Indeed, "grave" may have been too high, but then the Severity description
forgot to include the possibility of actually killing hardware, which should
be rated rather high IMHO.

I didn't know about the Sid tagging (Sid here, with a custom 2.6.11-ck8
kernel), sorry.

The LKML thread indicates that FAT sync behaviour has been changed by
Colin Leroy
(http://readlist.com/lists/vger.kernel.org/linux-kernel/22/112590.html).
The discussion thread for this patch is at
http://www.ussg.iu.edu/hypermail/linux/kernel/0411.3/0000.html

For the record, I'd like to publicly state here:
- pmount should get rid of default sync ASAP for the moment,
  in order to avoid too many killed USB sticks
- contrary to the strange belief of certain people:
  "we don't need a new sync mode",
  http://readlist.com/lists/vger.kernel.org/linux-kernel/22/112509.html)
  , I do think we want a special mount mode (if possible), to indicate
  that we want fast, but not ultra-immediate (sync) writeout of dirty buffers.
  The usual caching in async mode will take too long for people to notice
  that things aren't fully written yet (the USB flash LED will switch off
  again!), thus we need faster processing (almost constant writing without
  many dropouts would be desireable, yet not as crazy as updates on every
  single-byte change as with the sync flag).
  Plus, thinking of *manually* using "umount" or even something esoteric as
  "sync" is absolutely unthinkable for "less educated" (ahem) people
  who unplug things on a whim.
  Such a new mount flag could be called "nowritecache" or "nowritebuffer"
  to indicate that we don't want any write caching in the OS.
  But this is not a very accurate description of what we really want to have
  with USB sticks, so maybe "fastwrite" (preferred) or "instantwrite"
  or "immediatewrite" (hmm) are better.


**DIRECTIONS:** Look through the records that follow. Copy every line containing the word "name".

**STUDY MATERIAL:**
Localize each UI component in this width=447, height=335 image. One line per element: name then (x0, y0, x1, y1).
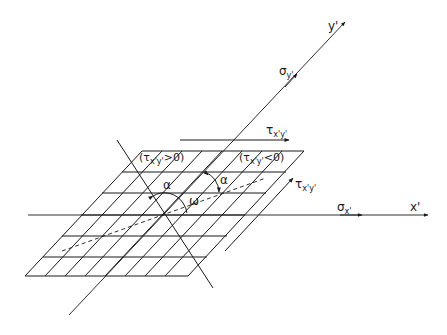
region-negative-label: (τx'y'<0) (239, 152, 284, 168)
sigma-x-symbol: σ (337, 200, 345, 214)
sigma-y-label: σy' (279, 65, 294, 82)
region-positive-label: (τx'y'>0) (139, 152, 184, 168)
sigma-x-sub: x' (345, 207, 352, 216)
alpha-left-label: α (163, 179, 171, 191)
tau-right-label: τx'y' (295, 178, 316, 195)
tau-sub: x'y' (250, 157, 264, 166)
stress-diagram (0, 0, 447, 335)
tau-right-sub: x'y' (302, 184, 316, 193)
tau-symbol: τ (143, 151, 150, 164)
alpha-right-label: α (220, 174, 228, 186)
sigma-y-symbol: σ (279, 64, 287, 78)
tau-sub: x'y' (150, 157, 164, 166)
relation: >0) (164, 151, 185, 164)
x-axis-label: x' (410, 201, 420, 213)
relation: <0) (264, 151, 285, 164)
y-axis-label: y' (328, 20, 338, 32)
tau-top-sub: x'y' (273, 130, 287, 139)
y-axis (69, 22, 345, 315)
tau-top-label: τx'y' (266, 124, 287, 141)
sigma-y-sub: y' (287, 71, 294, 80)
omega-label: ω (189, 195, 199, 207)
tau-symbol: τ (243, 151, 250, 164)
sigma-x-label: σx' (337, 201, 352, 218)
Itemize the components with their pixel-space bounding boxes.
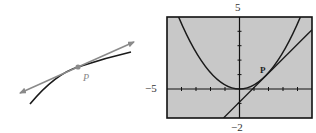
y-max-label: 5 (235, 2, 241, 13)
y-min-label: −2 (231, 122, 243, 133)
x-min-label: −5 (145, 83, 157, 94)
point-p-label: P (260, 66, 266, 75)
calculator-graph (0, 0, 316, 133)
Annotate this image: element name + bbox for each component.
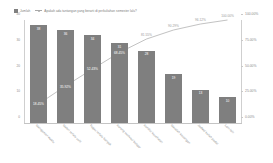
y-axis-tick-label: 30: [16, 38, 20, 42]
x-axis-category-label: Materi terlalu sulit: [61, 124, 81, 144]
cumulative-value-label: 18.45%: [33, 102, 44, 106]
x-axis-category-label: Manajemen waktu: [34, 124, 55, 145]
bar-value-label: 28: [145, 52, 149, 56]
legend-item-cumulative[interactable]: Apakah ada tantangan yang berarti di per…: [35, 9, 137, 13]
bar-3[interactable]: 34: [84, 35, 101, 123]
secondary-y-axis-ticks: 100.00%75.00%50.00%25.00%0.00%: [243, 14, 273, 119]
secondary-y-axis-tick-label: 50.00%: [245, 64, 257, 68]
bar-7[interactable]: 13: [192, 90, 209, 123]
secondary-y-axis-line: [241, 20, 242, 123]
bar-value-label: 31: [118, 45, 122, 49]
y-axis-tick-label: 40: [16, 12, 20, 16]
cumulative-value-label: 81.55%: [141, 33, 152, 37]
cumulative-value-label: 52.43%: [87, 67, 98, 71]
cumulative-value-label: 100.00%: [221, 14, 234, 18]
bar-value-label: 38: [37, 27, 41, 31]
y-axis-ticks: 403020100: [0, 14, 22, 119]
bar-value-label: 10: [226, 99, 230, 103]
bar-value-label: 36: [64, 32, 68, 36]
secondary-y-axis-tick-label: 100.00%: [245, 12, 258, 16]
plot-area: 383634312819131018.45%35.92%52.43%68.45%…: [25, 20, 241, 123]
y-axis-tick-label: 10: [16, 89, 20, 93]
pareto-chart: Jumlah Apakah ada tantangan yang berarti…: [0, 0, 273, 163]
cumulative-value-label: 35.92%: [60, 85, 71, 89]
axis-tick-mark: [241, 91, 243, 92]
bar-6[interactable]: 19: [165, 74, 182, 123]
x-axis-category-label: Tugas terlalu banyak: [88, 124, 111, 147]
axis-tick-mark: [241, 117, 243, 118]
cumulative-value-label: 90.29%: [168, 24, 179, 28]
axis-tick-mark: [241, 14, 243, 15]
legend-label-jumlah: Jumlah: [20, 9, 30, 13]
x-axis-category-label: Lain-lain: [223, 124, 234, 135]
x-axis-labels: Manajemen waktuMateri terlalu sulitTugas…: [25, 124, 241, 163]
y-axis-tick-label: 0: [18, 115, 20, 119]
bar-value-label: 13: [199, 91, 203, 95]
x-axis-category-label: Masalah keuangan: [169, 124, 190, 145]
x-axis-category-label: Kondisi kesehatan: [142, 124, 163, 145]
cumulative-value-label: 96.12%: [195, 18, 206, 22]
secondary-y-axis-tick-label: 0.00%: [245, 115, 255, 119]
legend-label-cumulative: Apakah ada tantangan yang berarti di per…: [44, 9, 137, 13]
secondary-y-axis-tick-label: 25.00%: [245, 89, 257, 93]
bar-value-label: 34: [91, 37, 95, 41]
x-axis-category-label: Jadwal kuliah padat: [196, 124, 218, 146]
x-axis-category-label: Kurang motivasi belajar: [115, 124, 141, 150]
cumulative-value-label: 68.45%: [114, 51, 125, 55]
secondary-y-axis-tick-label: 75.00%: [245, 38, 257, 42]
line-marker-icon: [35, 10, 42, 11]
bar-5[interactable]: 28: [138, 51, 155, 123]
axis-tick-mark: [241, 66, 243, 67]
y-axis-tick-label: 20: [16, 64, 20, 68]
bar-value-label: 19: [172, 76, 176, 80]
bar-8[interactable]: 10: [219, 97, 236, 123]
bar-4[interactable]: 31: [111, 43, 128, 123]
chart-legend: Jumlah Apakah ada tantangan yang berarti…: [14, 6, 137, 15]
axis-tick-mark: [241, 40, 243, 41]
bar-2[interactable]: 36: [57, 30, 74, 123]
bar-1[interactable]: 38: [30, 25, 47, 123]
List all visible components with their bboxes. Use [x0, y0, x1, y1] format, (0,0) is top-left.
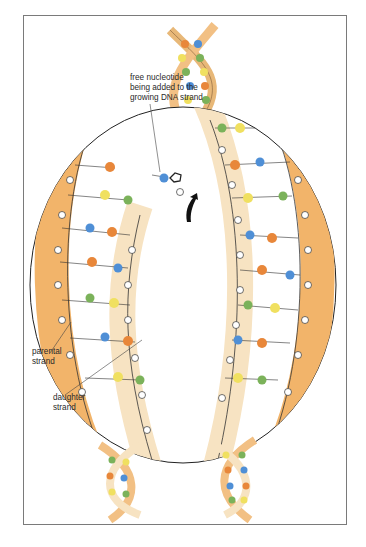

**WRITTEN RESPONSE:**
Localize each UI component in this width=447, height=335 image. One line per element: name then (x0, y0, x1, y1).
Annotate this image: element name + bbox for each component.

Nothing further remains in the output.